Robert Kennedy (1925-1968), also known as RFK or Bobby Kennedy, was a younger brother of the American president John Kennedy. He was a Democratic senator from New York who ran for president in 1968. On the night he won the Democratic race in California Sirhan Sirhan killed him.
Kennedy wanted to end the Vietnam war. It was immoral: America, with its great strength and wealth, was killing unarmed Vietnamese women and children to support a corrupt and unjust government. America was destroying its own good name. He wanted to pull out of the war.
When his brother was president in the early 1960s Bobby was part of his inner circle and became Attorney General, the top law man in the country. At the time Bobby had a black and white, right and wrong, law and order way of looking at the world. His duty above all was to his brother.
Then one November afternoon in Dallas in 1963 all that changed.

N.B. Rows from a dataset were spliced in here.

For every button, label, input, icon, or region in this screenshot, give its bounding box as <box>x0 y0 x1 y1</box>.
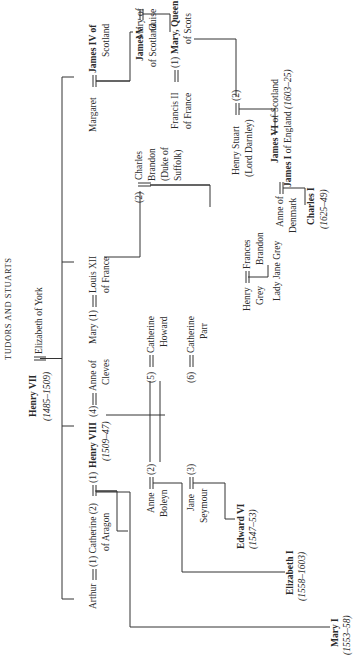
person-charles-i: Charles I <box>306 187 317 225</box>
person-charles-brandon-line3: (Duke of <box>160 147 171 181</box>
james-i-rest: of England <box>283 109 293 156</box>
person-jane-seymour-line2: Seymour <box>199 489 210 523</box>
person-anne-of-cleves-line2: Cleves <box>101 359 112 385</box>
person-charles-brandon-line4: Suffolk) <box>173 150 184 182</box>
person-mary-i: Mary I <box>330 618 341 647</box>
darnley-marker: (2) <box>231 90 242 101</box>
person-frances-brandon-line2: Brandon <box>255 232 266 265</box>
person-anne-boleyn: Anne <box>146 492 157 513</box>
person-catherine-howard-line2: Howard <box>159 316 170 347</box>
henry-viii-marker-1: (1) <box>88 472 99 483</box>
person-arthur: Arthur <box>88 584 99 609</box>
person-henry-grey-line2: Grey <box>255 286 266 305</box>
brandon-marker: (2) <box>134 192 145 203</box>
family-tree-diagram: TUDORS AND STUARTS <box>0 0 354 657</box>
person-james-i: James I of England (1603–25) <box>283 69 294 187</box>
person-anne-boleyn-line2: Boleyn <box>159 490 170 517</box>
person-james-iv: James IV of <box>88 25 99 73</box>
reign-edward-vi: (1547–53) <box>248 509 259 549</box>
person-mary-of-guise-line2: Guise <box>148 9 159 31</box>
person-charles-brandon: Charles <box>134 151 145 180</box>
person-margaret: Margaret <box>88 97 99 132</box>
person-anne-of-denmark-line2: Denmark <box>288 198 299 233</box>
person-james-vi: James VI of Scotland <box>270 79 281 163</box>
person-francis-ii: Francis II <box>170 92 181 129</box>
person-elizabeth-i: Elizabeth I <box>285 550 296 595</box>
person-louis-xii-line2: of France <box>101 257 112 293</box>
person-henry-stuart-line2: (Lord Darnley) <box>244 119 255 177</box>
person-jane-seymour: Jane <box>186 494 197 511</box>
person-catherine-of-aragon-line2: of Aragon <box>101 513 112 551</box>
person-mary-tudor: Mary (1) <box>88 310 99 344</box>
person-james-iv-line2: Scotland <box>101 24 112 57</box>
james-vi-bold: James VI <box>270 125 280 163</box>
person-lady-jane-grey: Lady Jane Grey <box>272 241 283 301</box>
seymour-marker: (3) <box>186 464 197 475</box>
person-louis-xii: Louis XII <box>88 256 99 293</box>
person-anne-of-denmark: Anne of <box>275 196 286 227</box>
james-i-bold: James I <box>283 156 293 187</box>
reign-henry-vii: (1485–1509) <box>42 372 53 421</box>
howard-marker: (5) <box>146 372 157 383</box>
person-henry-grey: Henry <box>242 287 253 311</box>
boleyn-marker: (2) <box>146 464 157 475</box>
person-charles-brandon-line2: Brandon <box>147 148 158 181</box>
mary-queen-marker: (1) <box>170 57 181 68</box>
person-edward-vi: Edward VI <box>236 504 247 550</box>
reign-henry-viii: (1509–47) <box>101 421 112 461</box>
person-henry-vii: Henry VII <box>28 375 39 417</box>
person-francis-ii-line2: of France <box>183 93 194 129</box>
person-henry-stuart: Henry Stuart <box>231 126 242 175</box>
person-mary-of-guise: Mary of <box>135 8 146 39</box>
james-vi-rest: of Scotland <box>270 79 280 125</box>
reign-james-i: (1603–25) <box>283 69 293 109</box>
person-catherine-of-aragon: (1) Catherine (2) <box>88 503 99 567</box>
reign-mary-i: (1553–58) <box>342 615 353 655</box>
person-catherine-parr: Catherine <box>186 316 197 353</box>
person-mary-queen-of-scots: Mary, Queen <box>170 1 181 54</box>
reign-charles-i: (1625–49) <box>319 189 330 229</box>
person-catherine-parr-line2: Parr <box>199 323 210 339</box>
person-mary-queen-of-scots-line2: of Scots <box>183 13 194 44</box>
parr-marker: (6) <box>186 372 197 383</box>
henry-viii-marker-4: (4) <box>88 406 99 417</box>
person-frances-brandon: Frances <box>242 239 253 269</box>
person-henry-viii: Henry VIII <box>88 422 99 468</box>
reign-elizabeth-i: (1558–1603) <box>297 552 308 601</box>
person-elizabeth-of-york: Elizabeth of York <box>34 287 45 354</box>
person-anne-of-cleves: Anne of <box>88 360 99 391</box>
person-catherine-howard: Catherine <box>146 316 157 353</box>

His brother was killed. His world was gone. Instead of turning to his Catholic faith to find comfort and to make sense of what was happening, he turned to the ancient Greek tragedies. Life, he learned, is bitter, a thing of chance. You cannot count on tomorrow.
There is a line from Aeschylus that he often quoted:
In our sleep, pain which cannot forget falls drop by drop upon the heart until, in our own despair, against our will, comes wisdom through the awful grace of God.
He was no longer the son of a rich family who had everything. He became one with those who suffered, whether because they were poor, came from another country looking for work or did not have white skin.
Because of this Bobby Kennedy was one of the few political figures who could cut across the divisions of an increasingly divided country: young and old, rich and poor, black and white. He was one of the few public figures who seemed to understand both blacks and whites.
His view of America was neither that of Adam Smith nor Karl Marx. He said the wealth of the country:
measures neither our wit nor our courage, neither our wisdom nor our learning, neither our compassion nor our devotion to country. It measures everything, in short, except that which makes life worthwhile; and it can tell us everything about America except whether we are proud to be Americans.
He saw himself morally. Better to die doing what is right than to live a long and comfortable life by making peace with evil.
In late 1967 and early 1968 he was torn inside: He was against the war and yet the only way for him to end it was to oppose the president, who was from his own party. In the end he chose to put principle above party. It was his moral duty. Like Marcus Brutus.
McLuhan said, “He strove to do good by stealth and blushed to find it fame.”
See also:
- events
- 1963: The Baldwin-Kennedy meeting
- 1968: On the Death of MLK
- 1968: at Creighton University
- 1968: assassination
- 1968: funeral train
- Vietnam War
- McLuhan
- nieces
Your web site is one of my favorites. I like this post in particular. It is clear and succinct, and best of all you focus on the fact that the man changed over time. RFK became a better human being. This is what life is all about.
LikeLike
My name is Ronald. Am new here. Am getting a lot of help from this forum.
LikeLike
I don’t know where to put this comment, but I put it here as Joe Kennedy III is the grandson of Robert F. Kennedy.
Was anyone else a bit put off by his post- Trump State of the union address? I couldn’t finish listening to his whole speech. It started to feel cringetastic.
LikeLiked by 1 person
Why did it feel cringetastic, Jefe?
Because a young guy from very wealthy family is talking about the poor as if he knows what he is talking about, or because it was bizarre that his words sounded just as if Hillary Clinton had written the speech?